One thing is certain, the portrait has changed a lot over the past 20 years in Quebec, notes the Montreal MP for Pointe-aux-Trembles. The percentage of recipients fell from about 10.12% in 2003 to 4.8% this year.

Ms. Rouleau wonders “how to match” these 270,000 people with the job market, in the context of a severe labor shortage in Quebec.

“These are people who are far from the labor market, who may have severe permanent or temporary employment constraints, people who do not have a lot of education, who may be of a certain age. »

Moreover, it wants to double the number of people who participate in the Aim for Employment Program.
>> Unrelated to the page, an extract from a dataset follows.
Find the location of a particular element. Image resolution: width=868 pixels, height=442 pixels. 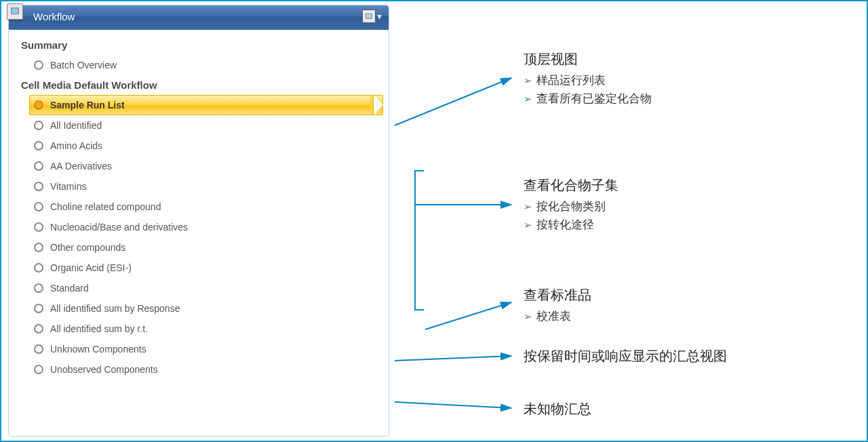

In this spirit, it does not intend to drop the liberal reform of 2016, although all its components will be examined.

In 2016, the Couillard government passed Bill 70, which cuts benefits for new applicants deemed able to work who refuse to begin a job search process.

This same government has also introduced a basic income program, which came into effect in January this year, and which is generally appreciated.

Minister Rouleau agrees that there are conditions attached to social assistance, a “last resort” assistance which will continue to be indexed, not a “salary”, she specifies.

However, she insists that her reform will aim to better support people on social assistance, by focusing on consensual measures, in particular the reduction of bureaucracy.

For example, the implementation of a guaranteed minimum income does not have consensus within society, according to her.

About the bureaucracy, she says, “There are 1000 forms. The problem is that providers […] can sometimes tick the wrong box and that will have consequences. »

Several reductions would therefore be expected as part of this “significant” reform to come.